Today is Friday the 13th, a date long associated with bad luck, which was certainly the case in the wee hours this morning for the Washington Nationals and their fans. Bad umpiring, too, which hardly salves the wound.
“Baseball has the largest library of law and lore and custom and ritual,” former Major League Baseball commissioner and classics scholar A. Bartlett Giamatti once noted. For that reason, he added, “in a nation that fundamentally believes it is a nation under law, well, baseball is American’s most privileged version of the level field.”
That’s true enough — until it’s not. Last night, in the Halloween-arrived-early fifth inning of their decisive Game 5 against the Chicago Cubs, Nats’ catcher Matt Wieters was hit on his mask by the backswing of Cubbies second-baseman Javier Baez. By rule, that third-strike swing should have ended the inning. Yet even in this era of televised replays — and in the 8th inning the Nats were undone by a nightmarish overturn of a close call at first base — the game is still played and administered by human beings. In the aftermath of the Cubs thrilling 9-8 win, one of those human beings, plate umpire Jerry Layne, went into serious spin mode in explaining how he misinterpreted the rule (or missed the call) that gave the Cubs two additional runs.
Bart Giamatti dispensed some wisdom on that point as well, and plenty of others too.
“It breaks your heart,” he wrote in an essay about baseball for Yale’s alumni magazine in November 1977. “It is designed to break your heart.”
“The game begins in the spring, when everything else begins again, and it blossoms in the summer, filling the afternoons and evenings, and then as soon as the chill rains come, it stops and leaves you to face the fall alone. You count on it, rely on it to buffer the passage of time, to keep the memory of sunshine and high skies alive, and then just when the days are all twilight, when you need it most, it stops.”
Writing as a Red Sox fan, he continued, “Today, October 2, a Sunday of rain and broken branches and leaf-clogged drains and slick streets, it stopped, and summer was gone.”
That’s how Nats fans felt late last night — really, early this morning — when Cubs closer Wade Davis fanned Washington superstar Bryce Harper to finally end the marathon game. But more baseball is to be played in this country, as was true in early October 1977 when Giamatti penned his essay titled “The Green Fields of the Mind.”
The powerful New York Yankees had yet to take the American League pennant that year from the upstart Kansas City Royals. The Royals were led that autumn by 24-year-old George Brett, a player so fiery he ignited a bench-clearing brawl at third base after tripling in the first inning of Game 5. Nor had current Nats manager Dusty Baker been named MVP of the National League Championship Series for leading the Los Angeles Dodgers over the Phillies. The Dodgers would fall to the Reggie Jackson-led Yankees, a World Series that would solidify Jackson’s reputation as “Mr. October.”
So, summer may be over, but the 2017 season isn’t. The Yanks and Dodgers are still standing, along with the Cubs and Astros. But there is no joy here in Mudville, for the mighty Harper has struck out.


**EXERCISE DESCRIPTION**
Write out each record below exactly, without pictures.
###
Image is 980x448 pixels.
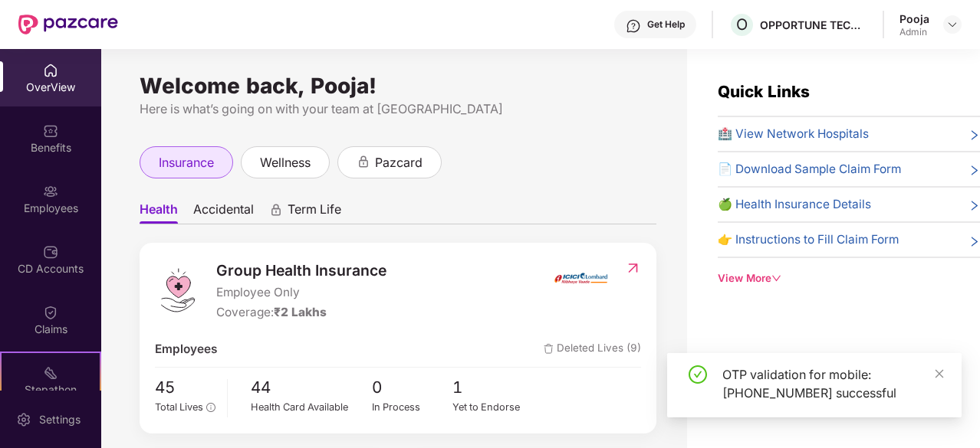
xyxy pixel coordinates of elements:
div: OTP validation for mobile: [PHONE_NUMBER] successful [722,365,943,402]
div: animation [269,203,283,216]
span: 45 [155,375,216,401]
span: Group Health Insurance [217,259,386,282]
span: pazcard [375,153,422,172]
span: 🍏 Health Insurance Details [717,196,871,214]
div: Coverage: [217,303,386,322]
span: Employee Only [217,283,386,302]
img: RedirectIcon [625,261,641,276]
img: svg+xml;base64,PHN2ZyBpZD0iSGVscC0zMngzMiIgeG1sbnM9Imh0dHA6Ly93d3cudzMub3JnLzIwMDAvc3ZnIiB3aWR0aD... [625,18,641,33]
span: 44 [251,375,372,401]
span: 📄 Download Sample Claim Form [717,160,901,179]
img: logo [155,267,201,313]
div: Pooja [900,12,929,26]
img: svg+xml;base64,PHN2ZyBpZD0iSG9tZSIgeG1sbnM9Imh0dHA6Ly93d3cudzMub3JnLzIwMDAvc3ZnIiB3aWR0aD0iMjAiIG... [43,63,59,79]
span: Term Life [288,201,341,224]
div: OPPORTUNE TECHNOLOGIES PVT. LTD. [760,18,867,33]
div: View More [717,271,980,287]
img: svg+xml;base64,PHN2ZyBpZD0iRW1wbG95ZWVzIiB4bWxucz0iaHR0cDovL3d3dy53My5vcmcvMjAwMC9zdmciIHdpZHRoPS... [43,184,59,199]
span: right [968,163,980,179]
div: Yet to Endorse [452,400,533,415]
img: svg+xml;base64,PHN2ZyBpZD0iQ0RfQWNjb3VudHMiIGRhdGEtbmFtZT0iQ0QgQWNjb3VudHMiIHhtbG5zPSJodHRwOi8vd3... [43,245,59,260]
img: insurerIcon [552,259,610,298]
div: Admin [900,26,929,38]
span: down [771,273,781,283]
span: wellness [260,153,310,172]
span: insurance [159,153,214,172]
span: Deleted Lives (9) [544,340,641,359]
div: In Process [372,400,453,415]
span: 👉 Instructions to Fill Claim Form [717,231,899,249]
div: animation [356,155,370,169]
span: right [968,198,980,214]
div: Welcome back, Pooja! [140,79,656,92]
span: Accidental [193,201,254,224]
span: Quick Links [717,82,809,101]
div: Here is what’s going on with your team at [GEOGRAPHIC_DATA] [140,99,656,119]
div: Health Card Available [251,400,372,415]
span: close [934,369,945,379]
img: deleteIcon [544,344,554,354]
div: Get Help [647,18,685,31]
div: Stepathon [2,383,100,398]
div: Settings [34,412,85,428]
span: check-circle [688,365,707,384]
span: Total Lives [155,401,203,413]
img: svg+xml;base64,PHN2ZyBpZD0iQ2xhaW0iIHhtbG5zPSJodHRwOi8vd3d3LnczLm9yZy8yMDAwL3N2ZyIgd2lkdGg9IjIwIi... [43,305,59,320]
img: New Pazcare Logo [18,14,118,34]
span: 0 [372,375,453,401]
img: svg+xml;base64,PHN2ZyB4bWxucz0iaHR0cDovL3d3dy53My5vcmcvMjAwMC9zdmciIHdpZHRoPSIyMSIgaGVpZ2h0PSIyMC... [43,365,59,381]
span: 1 [452,375,533,401]
span: Employees [155,340,217,359]
span: 🏥 View Network Hospitals [717,125,869,143]
span: right [968,128,980,143]
span: right [968,234,980,249]
img: svg+xml;base64,PHN2ZyBpZD0iQmVuZWZpdHMiIHhtbG5zPSJodHRwOi8vd3d3LnczLm9yZy8yMDAwL3N2ZyIgd2lkdGg9Ij... [43,124,59,139]
span: Health [140,201,178,224]
span: ₹2 Lakhs [273,305,327,319]
img: svg+xml;base64,PHN2ZyBpZD0iRHJvcGRvd24tMzJ4MzIiIHhtbG5zPSJodHRwOi8vd3d3LnczLm9yZy8yMDAwL3N2ZyIgd2... [947,18,958,31]
span: O [736,15,748,33]
img: svg+xml;base64,PHN2ZyBpZD0iU2V0dGluZy0yMHgyMCIgeG1sbnM9Imh0dHA6Ly93d3cudzMub3JnLzIwMDAvc3ZnIiB3aW... [16,412,32,428]
span: info-circle [207,403,215,411]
###
**OUTPUT BELOW**
Image is 980x448 pixels.
xyxy pixel coordinates of elements:
div: OTP validation for mobile: [PHONE_NUMBER] successful [722,365,943,402]
div: animation [269,203,283,216]
span: 45 [155,375,216,401]
span: Group Health Insurance [217,259,386,282]
span: pazcard [375,153,422,172]
span: 🍏 Health Insurance Details [717,196,871,214]
div: Coverage: [217,303,386,322]
span: Employee Only [217,283,386,302]
img: RedirectIcon [625,261,641,276]
img: svg+xml;base64,PHN2ZyBpZD0iSGVscC0zMngzMiIgeG1sbnM9Imh0dHA6Ly93d3cudzMub3JnLzIwMDAvc3ZnIiB3aWR0aD... [625,18,641,33]
span: 44 [251,375,372,401]
span: 📄 Download Sample Claim Form [717,160,901,179]
img: logo [155,267,201,313]
div: Pooja [900,12,929,26]
img: svg+xml;base64,PHN2ZyBpZD0iSG9tZSIgeG1sbnM9Imh0dHA6Ly93d3cudzMub3JnLzIwMDAvc3ZnIiB3aWR0aD0iMjAiIG... [43,63,59,79]
span: Term Life [288,201,341,224]
div: OPPORTUNE TECHNOLOGIES PVT. LTD. [760,18,867,33]
div: View More [717,271,980,287]
img: svg+xml;base64,PHN2ZyBpZD0iRW1wbG95ZWVzIiB4bWxucz0iaHR0cDovL3d3dy53My5vcmcvMjAwMC9zdmciIHdpZHRoPS... [43,184,59,199]
span: right [968,163,980,179]
div: Yet to Endorse [452,400,533,415]
img: svg+xml;base64,PHN2ZyBpZD0iQ0RfQWNjb3VudHMiIGRhdGEtbmFtZT0iQ0QgQWNjb3VudHMiIHhtbG5zPSJodHRwOi8vd3... [43,245,59,260]
img: insurerIcon [552,259,610,298]
div: Admin [900,26,929,38]
span: down [771,273,781,283]
span: wellness [260,153,310,172]
span: insurance [159,153,214,172]
span: Deleted Lives (9) [544,340,641,359]
div: In Process [372,400,453,415]
span: 👉 Instructions to Fill Claim Form [717,231,899,249]
div: animation [356,155,370,169]
span: right [968,198,980,214]
div: Welcome back, Pooja! [140,79,656,92]
span: Accidental [193,201,254,224]
span: Quick Links [717,82,809,101]
div: Here is what’s going on with your team at [GEOGRAPHIC_DATA] [140,99,656,119]
div: Health Card Available [251,400,372,415]
span: close [934,369,945,379]
img: deleteIcon [544,344,554,354]
div: Get Help [647,18,685,31]
div: Stepathon [2,383,100,398]
div: Settings [34,412,85,428]
span: check-circle [688,365,707,384]
span: Total Lives [155,401,203,413]
img: svg+xml;base64,PHN2ZyBpZD0iQ2xhaW0iIHhtbG5zPSJodHRwOi8vd3d3LnczLm9yZy8yMDAwL3N2ZyIgd2lkdGg9IjIwIi... [43,305,59,320]
img: New Pazcare Logo [18,14,118,34]
span: 0 [372,375,453,401]
img: svg+xml;base64,PHN2ZyB4bWxucz0iaHR0cDovL3d3dy53My5vcmcvMjAwMC9zdmciIHdpZHRoPSIyMSIgaGVpZ2h0PSIyMC... [43,365,59,381]
span: 1 [452,375,533,401]
span: Employees [155,340,217,359]
span: 🏥 View Network Hospitals [717,125,869,143]
span: right [968,128,980,143]
span: right [968,234,980,249]
img: svg+xml;base64,PHN2ZyBpZD0iQmVuZWZpdHMiIHhtbG5zPSJodHRwOi8vd3d3LnczLm9yZy8yMDAwL3N2ZyIgd2lkdGg9Ij... [43,124,59,139]
span: Health [140,201,178,224]
span: ₹2 Lakhs [273,305,327,319]
img: svg+xml;base64,PHN2ZyBpZD0iRHJvcGRvd24tMzJ4MzIiIHhtbG5zPSJodHRwOi8vd3d3LnczLm9yZy8yMDAwL3N2ZyIgd2... [947,18,958,31]
span: O [736,15,748,33]
img: svg+xml;base64,PHN2ZyBpZD0iU2V0dGluZy0yMHgyMCIgeG1sbnM9Imh0dHA6Ly93d3cudzMub3JnLzIwMDAvc3ZnIiB3aW... [16,412,32,428]
span: info-circle [207,403,215,411]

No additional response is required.